In this third installment we continue to follow Reverend Irvin as he continues his journey through school and an early legal career, on his journey to the Death Penalty ....
In the last article I began to describe an initial attraction to the courtroom from watching the television show “Perry Mason” as a child. The show made me feel like the courtroom was the venue where wrongs were righted, the truth was uncovered, and where justice in the end always prevailed. Perry Mason, the television attorney, was portrayed as a humble, highly intelligent, strong, often silent and pondering, fair, just, righteous without coming off as being righteous type of person. He was my ideal of what an attorney should be. One who was never afraid to stand up and fight, but whom never sought a needless fight.This attraction to the courtroom continued during high school and college, as the only career path I ever thought about during those years were to aim for law school and become an attorney.
While in law school I interned for two years in a States Attorney’s Office in Illinois. As an intern in that office I tried over fifty traffic bench trials.

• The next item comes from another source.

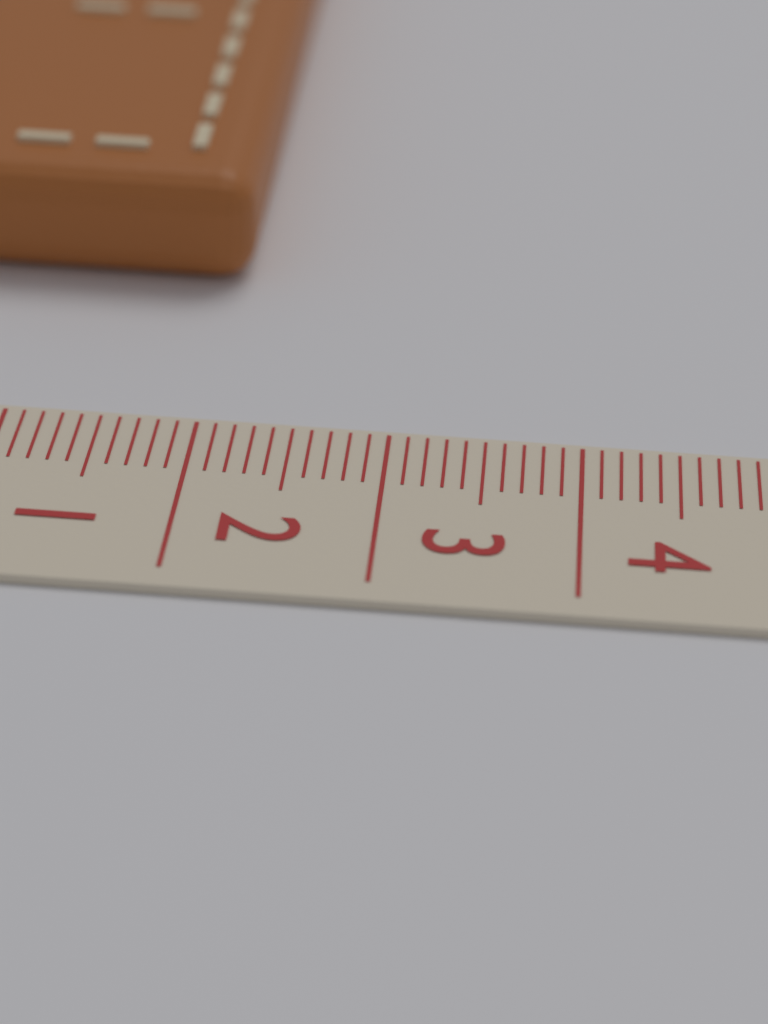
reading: 2.1 cm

Those simple trials proved invaluable in teaching the basic skills of a trial litigator.
After graduating from law school a position came open in a States Attorney’s Office in Illinois. (For those outside of the Illinois area, the title “States Attorney” is equivalent to “District Attorney” in most legal jurisdictions. Illinois terms the position as a “States Attorney.” It is the prosecuting attorney, prosecuting primarily criminal cases on the county level.)
I joined the States Attorney’s Office in a county in Illinois in January of 1983, and thus began to date a twenty-two year stint as a licensed attorney, first in Illinois and later also in the state of New York.
In the States Attorney’s Office I began as many prosecutors do, trying traffic cases and conservation cases (common in rural Illinois.) Each day I was in the courtroom learning the skills of the trade and gaining bench and jury trial experience. My first jury trial, a Driving While License Suspended Case, was held one week after I joined the office.
The trials accumulated, and during the course of the next sixteen years as a prosecuting attorney in three different prosecuting attorneys’ offices, I tried to completion over three hundred separate bench trials and one hundred and thirteen separate jury trials. Of these trials sixty-five were homicide cases.
During those sixteen years I tried murders, manslaughters, vehicular manslaughter cases, rapes, drug cases, child sexual abuse cases, domestic violence cases, burglaries, thefts, robberies, conservation cases, traffic cases … pretty much every type of conceivable trial which prosecuting attorneys try.
After prosecuting for eight years in Illinois, I returned to law school for one year to obtain an advanced law degree, a Masters of Law in Litigation degree, specializing in trial work.
In May of 1992 I began work as an Assistant District Attorney in New York City. Over the next eight years I served in the city of New York prosecuting criminal cases.
It was during the course of these sixteen years, and while serving in the courtroom trying hundreds of bench and jury trials, that my thoughts on the Death Penalty began to emerge. I entered the prosecutors offices I served in with no preconceived opinion on the Death Penalty one way or the other. I was as neutral as one could be on that issue, and rarely thought about it. This neutrality would change, however, as I began to come into contact with on a first hand basis the ins and outs of the murder courtroom.
Stan
I would be interested to hear more about the change you went through....from being neutral to having a definite opinion on the Death Penalty. What were the experiences that lead to that change?